It sounds like the company was being proactive in making sure that people did their jobs and were being productive. Not everything is daily production; some projects can take weeks or months.
If it’s salaried and your work is done and you aren’t missing meetings and calls and whatnot then who cares if you’re using your day ‘productively’? You must be if your work was done with no major issues. Who cares if it took you 6 hours or 8?
HobbitFoot@thelemmy.club 1 year ago
BearOfaTime@lemm.ee 1 year ago
Thats what project management is for, especially tools like Agile.
HobbitFoot@thelemmy.club 1 year ago
But project management isn’t just a one way system, a project manager needs input from those working under them.
It sounds like there is an issue with having that discussion.
DreadPotato@sopuli.xyz 1 year ago
Anyone wanting to get the most out of the departement/team. If you only need 75% of your expected working hours to complete your assigned workload, its completely reasonable that they know and can give you 25% more work to fill out the rest of your work day.

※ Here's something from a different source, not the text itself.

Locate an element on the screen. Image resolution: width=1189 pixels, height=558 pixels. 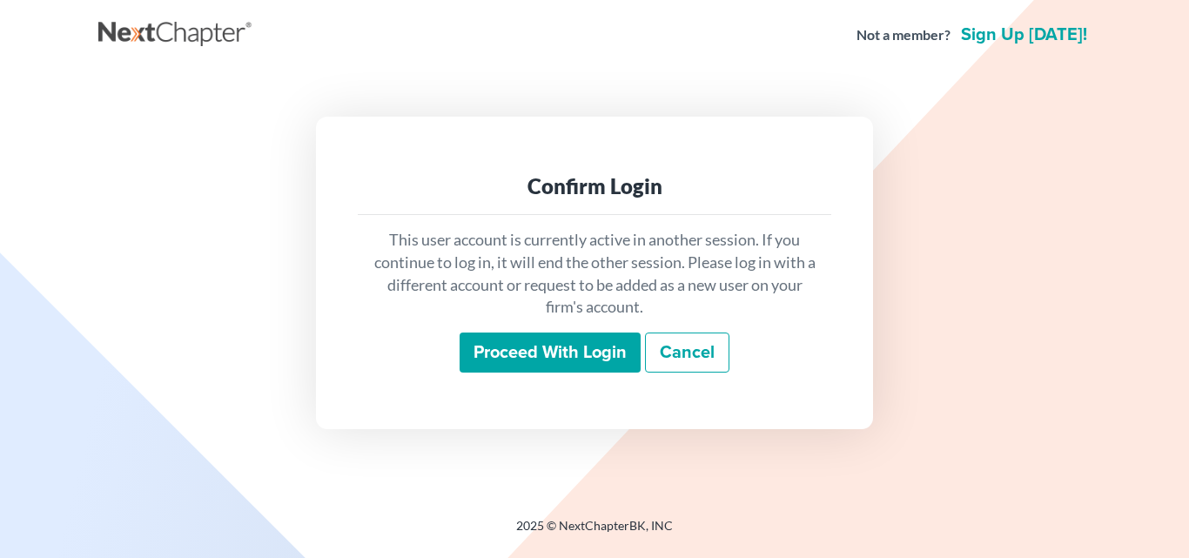
div: Confirm Login is located at coordinates (595, 186).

lagomorphlecture@lemm.ee 1 year ago
And if someone else takes 8 hours to do the same work that I did in 6, so they assign me 25% more, it’s reasonable for me to expect to be paid 25% more too.
IHawkMike@lemmy.world 1 year ago
Of course not, silly. They’ll just promote the 8 hour person to something they’re more suited for.
DreadPotato@sopuli.xyz 1 year ago
Yes of course you should be compensated based on ability and performance.
el_bhm@lemm.ee 1 year ago
The juice bag has a quarter left.
DreadPotato@sopuli.xyz 1 year ago
That’s an incredibly flawed analogy…
Why throw away a juice bag, that you bought and paid for with the agreed sum for the full amount, without drinking all the contents?
Were not talking employers draining your life for more time than you agreed to give them. If X amount of money for Y hours is what you agreed on, why do you feel entitled to not pay your part of the deal in full?
Revi@sffa.community 1 year ago
Well, are they being paid for their time, or for their output? If they’re being paid for their time, then if their work for the day takes 10 hours do they get paid more? That just seems like incentive to work slower.
Kiosade@lemmy.ca 1 year ago
If I had a boss like that, you bet your ass I would purposely wait to turn things in later and look busy until then.
NotMyOldRedditName@lemmy.world 1 year ago
I can see this being an issue in an agile development environment.
Work gets assigned points based on various factors. You learn how many points a team can do every X weeks (all teams will be different, each team tries to hone in on what they can do and how they number it)
If you complete all your work, great! If you don’t, that’s okay too, but if you complete early, you’re still supposed to take more work.
If you can never finish it all, you figure out why and adjust the total points you can take each period. If you always have left over time, you figure out why and increase the points you can take. If it’s a one off reason, don’t change anything.
But if “I did all my assigned work” is the answer to then slacking off, that’s not what it’s supposed to be. All tickets done doesn’t mean don’t do more.
Anyolduser@lemmynsfw.com 1 year ago
Don’t know why you got downvotes, that’s the correct answer to the question.
I guess people don’t like that managers are supposed to maximize efficiency and took it out on you for saying as much.